Sure, but the GPLv2 was very freedom oriented. Enforcement practically was relatively sparse and more educational I thought. Ie, release the TiVo source code, but we don't care that Tivo's are locked down.
Is anyone building strong communities on AGPLv3 / GPLv3? I feel the momentum shifted towards Apache / MIT style licenses unfortunately.
> Is anyone building strong communities on AGPLv3 / GPLv3? I feel the momentum shifted towards Apache / MIT style licenses unfortunately.
While the corporate momentum switched to Apache/MIT licenses, there are strong communities built on AGPLv3/GPLv3.
* Nextcloud - file hosting (AGPLv3)
* Source Hut - git hosting (AGPLv3)
* StreetComplete - OpenStreetMap editing (GPLv3)
* F-Droid - Free Software "app store" for android (GPLv3)
* NewPipe - alternative Youtube frontend (GPLv3)
While these aren't necessarily used by large corporations, their individual communities are thriving and strong.
The shift toward SSPL and Commons Clause licensing is another argument in favor of AGPLv3 licensing. Amazon/Google often won't touch your AGPLv3 code (and you can still sell proprietary licenses to other companies that can't/won't use AGPLv3).
(A)GPLv3 actually has seen some real growth corporate side -> it's used commonly by proprietary tech companies as sort of a poison license (Microsoft had some of these like SSPL).
The way this works is all contributors are required to sign a CLA -> the corporate developer can then use their code under ANY license, and most importantly can integrate into propriatery products or sell to others.
The code is then released as an AGPLv3 to be "open source" - but literally the only company with the "super" rights to license / make money off it is the corp dev.
It's kind of genius -> so I think we may see more (A)GPLv3 stuff coming this way. The corp developer can then offer for example a hosted version of the software WITHOUT releasing all the related code! But anyone else would have to release their code.
> The way this works is all contributors are required to sign a CLA -> the corporate developer can then use their code under ANY license, and most importantly can integrate into propriatery products or sell to others.
If a third party is contributing a lot of code that is highly relevant, the third party is under no obligation to sign the CLA. The third party is entirely within her rights to refuse to sign the CLA and distribute an AGPLv3-only fork of the software.
If this fork is significantly better than the original, the original authors are out of luck when it comes to proprieatary relicensing.
This is what happened with OwnCloud/Nextcloud. OwnCloud was AGPLv3 but required a CLA. OwnCloud became OpenCore and started distributing "enterprise" features as proprietary upgrades. Some developers were unhappy with this and forked OwnCloud and started developing Nextcloud. All contributions to Nextcloud are AGPLv3 only and cannot be re-licensed by Owncloud. Interestingly enough, any new code released under AGPLv3 by Owncloud can still be used by Nextcloud.
> But anyone else would have to release their code.
Which I think is perfectly fair: you are getting a full product, and you can do with it as you please (including profit off of it), as long as you publish your changes too!
The fact that the original copyright holder has the rights to close it off for future developments is completely natural, and if you do not want to allow them to do that, don't sign a CLA and fork. Oh, there's a cost in maintaining a fork? Pick your poison then :)
To me what matters is that once you get the software, you have freedom to use and modify it. I am ok if you do not have the "freedom" to close it off. If you start being a bigger contributor than the original company, you avoid all of the problems with a fork, but you can't say you did not benefit from the original AGPL release.
> The code is then released as an AGPLv3 [...] but the only company with the rights to make money off it is the corp dev.
Actually anyone that has the AGPL code can sell and/or make money from it. People regularly buy GPL software and pay monthly subscriptions to hosted AGPL software.
If you can't compete without having some code as "trade secrets"; that's your failed business model, not a fault of the license.
Qt has switched to GPLv3 and is going pretty strong as a community. Can't find the figures for the official forum, but an unofficial one has 75k members.
Is anyone building strong communities on AGPLv3 / GPLv3? I feel the momentum shifted towards Apache / MIT style licenses unfortunately.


▸ Exercise brief:
In the listing below, find each line holding "JSON" and copy it.
● ● ● ● ● ● ●
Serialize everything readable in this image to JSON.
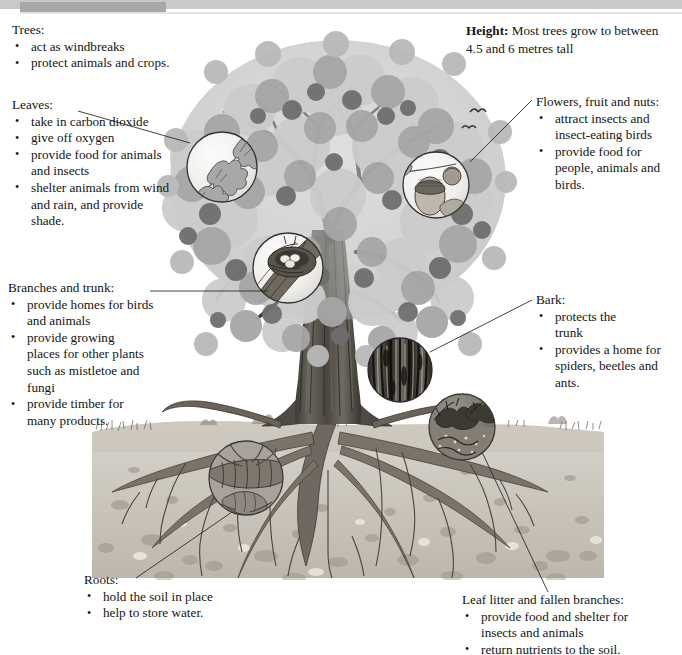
{
  "page": {
    "header_bar": {
      "light_color": "#c9c9c9",
      "dark_color": "#a8a8a8"
    },
    "illustration": {
      "subject": "oak-tree-cross-section",
      "style": "greyscale pencil illustration",
      "ground_line_y": 425,
      "colors": {
        "canopy_light": "#d0d0d0",
        "canopy_mid": "#a5a5a5",
        "canopy_dark": "#6f6f6f",
        "trunk": "#4a4a4a",
        "soil": "#cfcbc4",
        "soil_stone": "#a9a49c",
        "root": "#6b6459",
        "line": "#2b2b2b"
      }
    }
  },
  "callouts": {
    "trees": {
      "heading": "Trees:",
      "items": [
        "act as windbreaks",
        "protect animals and crops."
      ]
    },
    "height": {
      "label": "Height:",
      "text": " Most trees grow to between 4.5 and 6 metres tall"
    },
    "leaves": {
      "heading": "Leaves:",
      "items": [
        "take in carbon dioxide",
        "give off oxygen",
        "provide food for animals and insects",
        "shelter animals from wind and rain, and provide shade."
      ]
    },
    "branches": {
      "heading": "Branches and trunk:",
      "items": [
        "provide homes for birds and animals",
        "provide growing places for other plants such as mistletoe and fungi",
        "provide timber for many products."
      ]
    },
    "roots": {
      "heading": "Roots:",
      "items": [
        "hold the soil in place",
        "help to store water."
      ]
    },
    "flowers": {
      "heading": "Flowers, fruit and nuts:",
      "items": [
        "attract insects and insect-eating birds",
        "provide food for people, animals and birds."
      ]
    },
    "bark": {
      "heading": "Bark:",
      "items": [
        "protects the trunk",
        "provides a home for spiders, beetles and ants."
      ]
    },
    "litter": {
      "heading": "Leaf litter and fallen branches:",
      "items": [
        "provide food and shelter for insects and animals",
        "return nutrients to the soil."
      ]
    }
  },
  "magnifiers": [
    {
      "name": "leaf-detail",
      "cx": 222,
      "cy": 167,
      "r": 36,
      "depicts": "oak leaves on twig"
    },
    {
      "name": "acorn-detail",
      "cx": 436,
      "cy": 185,
      "r": 34,
      "depicts": "acorn, flower and leaf"
    },
    {
      "name": "nest-detail",
      "cx": 288,
      "cy": 268,
      "r": 36,
      "depicts": "bird nest with eggs on branch"
    },
    {
      "name": "bark-detail",
      "cx": 400,
      "cy": 370,
      "r": 33,
      "depicts": "dark furrowed bark texture"
    },
    {
      "name": "leaf-litter-detail",
      "cx": 462,
      "cy": 427,
      "r": 34,
      "depicts": "fallen leaves and insects"
    },
    {
      "name": "root-detail",
      "cx": 246,
      "cy": 478,
      "r": 38,
      "depicts": "root cross-section with grub"
    }
  ]
}
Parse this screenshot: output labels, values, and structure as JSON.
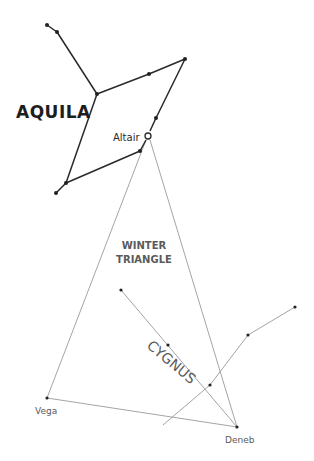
{
  "diagram": {
    "colors": {
      "background": "#ffffff",
      "aquila_line": "#2a2a2a",
      "thin_line": "#9a9a9a",
      "label_dark": "#1e1e1e",
      "label_gray": "#5a5a5a",
      "star": "#222222"
    },
    "labels": {
      "aquila": "AQUILA",
      "altair": "Altair",
      "winter_line1": "WINTER",
      "winter_line2": "TRIANGLE",
      "cygnus": "CYGNUS",
      "vega": "Vega",
      "deneb": "Deneb"
    },
    "aquila": {
      "stars": [
        {
          "x": 47,
          "y": 25
        },
        {
          "x": 57,
          "y": 32
        },
        {
          "x": 97,
          "y": 94
        },
        {
          "x": 149,
          "y": 74
        },
        {
          "x": 185,
          "y": 59
        },
        {
          "x": 156,
          "y": 118
        },
        {
          "x": 140,
          "y": 151
        },
        {
          "x": 66,
          "y": 183
        },
        {
          "x": 56,
          "y": 193
        }
      ],
      "altair": {
        "x": 148,
        "y": 136
      }
    },
    "triangle": {
      "altair": {
        "x": 148,
        "y": 136
      },
      "vega": {
        "x": 47,
        "y": 398
      },
      "deneb": {
        "x": 237,
        "y": 427
      }
    },
    "cygnus": {
      "body_stars": [
        {
          "x": 121,
          "y": 290
        },
        {
          "x": 168,
          "y": 345
        },
        {
          "x": 210,
          "y": 385
        }
      ],
      "wing_stars": [
        {
          "x": 248,
          "y": 335
        },
        {
          "x": 295,
          "y": 307
        }
      ]
    }
  }
}
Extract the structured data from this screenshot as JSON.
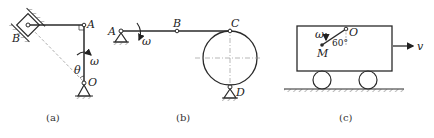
{
  "figure_a": {
    "caption": "(a)",
    "labels": {
      "A": "A",
      "B": "B",
      "O": "O",
      "omega": "ω",
      "theta": "θ"
    },
    "description": "Crank OA rotating with ω about pivot O, horizontal rod from A to slider B in inclined guide; angle θ between OA and line OB"
  },
  "figure_b": {
    "caption": "(b)",
    "labels": {
      "A": "A",
      "B": "B",
      "C": "C",
      "D": "D",
      "omega": "ω"
    },
    "description": "Rod AC pivoted at A rotating with ω, point B on rod, C connected to top of disk pinned at D"
  },
  "figure_c": {
    "caption": "(c)",
    "labels": {
      "O": "O",
      "M": "M",
      "omega": "ω",
      "angle": "60°",
      "v": "v"
    },
    "description": "Cart moving with velocity v, rod OM rotating with ω inside cart at 60° to vertical"
  },
  "colors": {
    "line": "#2a2a2a",
    "dash": "#9a9a9a",
    "text": "#222222"
  }
}
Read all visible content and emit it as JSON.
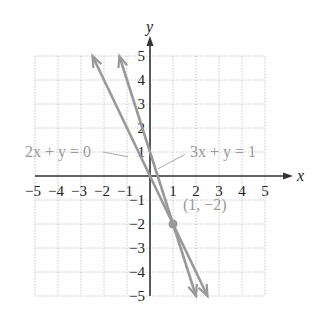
{
  "chart_data": {
    "type": "line",
    "title": "",
    "xlabel": "x",
    "ylabel": "y",
    "xlim": [
      -5,
      5
    ],
    "ylim": [
      -5,
      5
    ],
    "grid": true,
    "x_ticks": [
      "−5",
      "−4",
      "−3",
      "−2",
      "−1",
      "1",
      "2",
      "3",
      "4",
      "5"
    ],
    "y_ticks": [
      "5",
      "4",
      "3",
      "2",
      "1",
      "−1",
      "−2",
      "−3",
      "−4",
      "−5"
    ],
    "series": [
      {
        "name": "2x + y = 0",
        "equation": "y = -2x",
        "points": [
          [
            -2.5,
            5
          ],
          [
            2.5,
            -5
          ]
        ],
        "color": "#999999"
      },
      {
        "name": "3x + y = 1",
        "equation": "y = 1 - 3x",
        "points": [
          [
            -1.333,
            5
          ],
          [
            2,
            -5
          ]
        ],
        "color": "#999999"
      }
    ],
    "annotations": [
      {
        "text": "2x + y = 0",
        "target": [
          -0.3,
          0.6
        ]
      },
      {
        "text": "3x + y = 1",
        "target": [
          0.15,
          0.55
        ]
      },
      {
        "text": "(1, −2)",
        "point": [
          1,
          -2
        ]
      }
    ],
    "intersection": {
      "x": 1,
      "y": -2,
      "label": "(1, −2)"
    }
  },
  "labels": {
    "x_axis": "x",
    "y_axis": "y",
    "eq1": "2x + y = 0",
    "eq2": "3x + y = 1",
    "point": "(1, −2)"
  }
}
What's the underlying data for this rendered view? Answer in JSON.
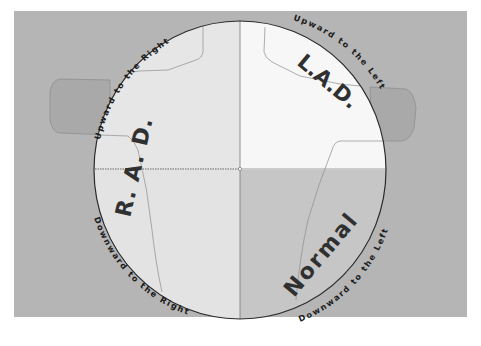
{
  "diagram": {
    "colors": {
      "page_background": "#ffffff",
      "outer_background": "#b3b3b3",
      "lobe_fill": "#a8a8a8",
      "quad_upper_left": "#e4e4e4",
      "quad_upper_right": "#f6f6f6",
      "quad_lower_left": "#e2e2e2",
      "quad_lower_right": "#c4c4c4",
      "circle_stroke": "#2a2a2a",
      "text": "#1a1a1a"
    },
    "quadrant_labels": {
      "rad": "R. A. D.",
      "lad": "L.A.D.",
      "normal": "Normal"
    },
    "arc_labels": {
      "upper_left": "Upward to the Right",
      "upper_right": "Upward to the Left",
      "lower_left": "Downward to the Right",
      "lower_right": "Downward to the Left"
    }
  }
}
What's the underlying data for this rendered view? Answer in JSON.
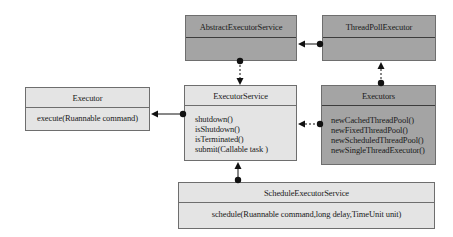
{
  "diagram": {
    "type": "uml-class-diagram",
    "colors": {
      "dark_box": "#a4a4a4",
      "light_box": "#e4e4e4",
      "border": "#6e6e6e",
      "connector": "#111111"
    },
    "classes": {
      "abstract_executor_service": {
        "name": "AbstractExecutorService",
        "methods": []
      },
      "thread_pool_executor": {
        "name": "ThreadPollExecutor",
        "methods": []
      },
      "executor": {
        "name": "Executor",
        "methods": [
          "execute(Ruannable command)"
        ]
      },
      "executor_service": {
        "name": "ExecutorService",
        "methods": [
          "shutdown()",
          "isShutdown()",
          "isTerminated()",
          "submit(Callable task )"
        ]
      },
      "executors": {
        "name": "Executors",
        "methods": [
          "newCachedThreadPool()",
          "newFixedThreadPool()",
          "newScheduledThreadPool()",
          "newSingleThreadExecutor()"
        ]
      },
      "schedule_executor_service": {
        "name": "ScheduleExecutorService",
        "methods": [
          "schedule(Ruannable command,long delay,TimeUnit unit)"
        ]
      }
    },
    "relations": [
      {
        "from": "AbstractExecutorService",
        "to": "ExecutorService",
        "style": "dashed"
      },
      {
        "from": "ThreadPollExecutor",
        "to": "AbstractExecutorService",
        "style": "solid"
      },
      {
        "from": "Executors",
        "to": "ThreadPollExecutor",
        "style": "dashed"
      },
      {
        "from": "ExecutorService",
        "to": "Executor",
        "style": "solid"
      },
      {
        "from": "Executors",
        "to": "ExecutorService",
        "style": "dashed"
      },
      {
        "from": "ScheduleExecutorService",
        "to": "ExecutorService",
        "style": "solid"
      }
    ]
  }
}
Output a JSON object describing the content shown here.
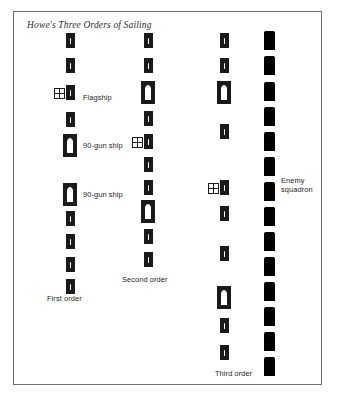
{
  "figure": {
    "title": "Howe's Three Orders of Sailing",
    "frame_color": "#6e6e6e",
    "ink_color": "#1a1a1a",
    "enemy_fill": "#000000"
  },
  "labels": {
    "flagship": "Flagship",
    "gun_ship_upper": "90-gun ship",
    "gun_ship_lower": "90-gun ship",
    "enemy_squadron": "Enemy squadron",
    "first_order": "First order",
    "second_order": "Second order",
    "third_order": "Third order"
  },
  "columns": [
    {
      "name": "first-order",
      "label": "First order",
      "label_x": 47,
      "label_y": 294,
      "center_x": 70,
      "ships": [
        {
          "kind": "small",
          "y": 33
        },
        {
          "kind": "small",
          "y": 58
        },
        {
          "kind": "small",
          "y": 85,
          "flagship": true
        },
        {
          "kind": "small",
          "y": 112
        },
        {
          "kind": "large",
          "y": 134
        },
        {
          "kind": "large",
          "y": 183
        },
        {
          "kind": "small",
          "y": 211
        },
        {
          "kind": "small",
          "y": 234
        },
        {
          "kind": "small",
          "y": 257
        },
        {
          "kind": "small",
          "y": 279
        }
      ]
    },
    {
      "name": "second-order",
      "label": "Second order",
      "label_x": 122,
      "label_y": 275,
      "center_x": 148,
      "ships": [
        {
          "kind": "small",
          "y": 33
        },
        {
          "kind": "small",
          "y": 58
        },
        {
          "kind": "large",
          "y": 81
        },
        {
          "kind": "small",
          "y": 111
        },
        {
          "kind": "small",
          "y": 134,
          "flagship": true
        },
        {
          "kind": "small",
          "y": 157
        },
        {
          "kind": "small",
          "y": 180
        },
        {
          "kind": "large",
          "y": 200
        },
        {
          "kind": "small",
          "y": 229
        },
        {
          "kind": "small",
          "y": 252
        }
      ]
    },
    {
      "name": "third-order",
      "label": "Third order",
      "label_x": 215,
      "label_y": 369,
      "center_x": 224,
      "ships": [
        {
          "kind": "small",
          "y": 33
        },
        {
          "kind": "small",
          "y": 58
        },
        {
          "kind": "large",
          "y": 81
        },
        {
          "kind": "small",
          "y": 124
        },
        {
          "kind": "small",
          "y": 180,
          "flagship": true
        },
        {
          "kind": "small",
          "y": 206
        },
        {
          "kind": "small",
          "y": 246
        },
        {
          "kind": "large",
          "y": 286
        },
        {
          "kind": "small",
          "y": 318
        },
        {
          "kind": "small",
          "y": 345
        }
      ]
    }
  ],
  "enemy": {
    "name": "enemy-squadron",
    "label": "Enemy squadron",
    "label_x": 281,
    "label_y": 176,
    "center_x": 269,
    "ships": [
      {
        "kind": "enemy",
        "y": 31
      },
      {
        "kind": "enemy",
        "y": 56
      },
      {
        "kind": "enemy",
        "y": 82
      },
      {
        "kind": "enemy",
        "y": 107
      },
      {
        "kind": "enemy",
        "y": 132
      },
      {
        "kind": "enemy",
        "y": 157
      },
      {
        "kind": "enemy",
        "y": 182
      },
      {
        "kind": "enemy",
        "y": 207
      },
      {
        "kind": "enemy",
        "y": 232
      },
      {
        "kind": "enemy",
        "y": 257
      },
      {
        "kind": "enemy",
        "y": 282
      },
      {
        "kind": "enemy",
        "y": 307
      },
      {
        "kind": "enemy",
        "y": 332
      },
      {
        "kind": "enemy",
        "y": 357
      }
    ]
  },
  "annotations": [
    {
      "name": "flagship-label",
      "text": "Flagship",
      "x": 83,
      "y": 93,
      "wrap": false
    },
    {
      "name": "gun-ship-upper-label",
      "text": "90-gun ship",
      "x": 83,
      "y": 141,
      "wrap": false
    },
    {
      "name": "gun-ship-lower-label",
      "text": "90-gun ship",
      "x": 83,
      "y": 190,
      "wrap": false
    },
    {
      "name": "enemy-squadron-label",
      "text": "Enemy squadron",
      "x": 281,
      "y": 176,
      "wrap": true
    },
    {
      "name": "first-order-label",
      "text": "First order",
      "x": 47,
      "y": 294,
      "wrap": false
    },
    {
      "name": "second-order-label",
      "text": "Second order",
      "x": 122,
      "y": 275,
      "wrap": false
    },
    {
      "name": "third-order-label",
      "text": "Third order",
      "x": 215,
      "y": 369,
      "wrap": false
    }
  ]
}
● ● ● ● ● ● ●
▸ Task answer:
Serialize everything readable in this image to JSON.
Parse this screenshot: output labels, values, and structure as JSON.
Extract the structured data from this screenshot as JSON.
Read all visible content and emit it as JSON.
What's the underlying data for this rendered view? Answer in JSON.
What's the underlying data for this rendered view? Answer in JSON.
Output a JSON object describing the content shown here.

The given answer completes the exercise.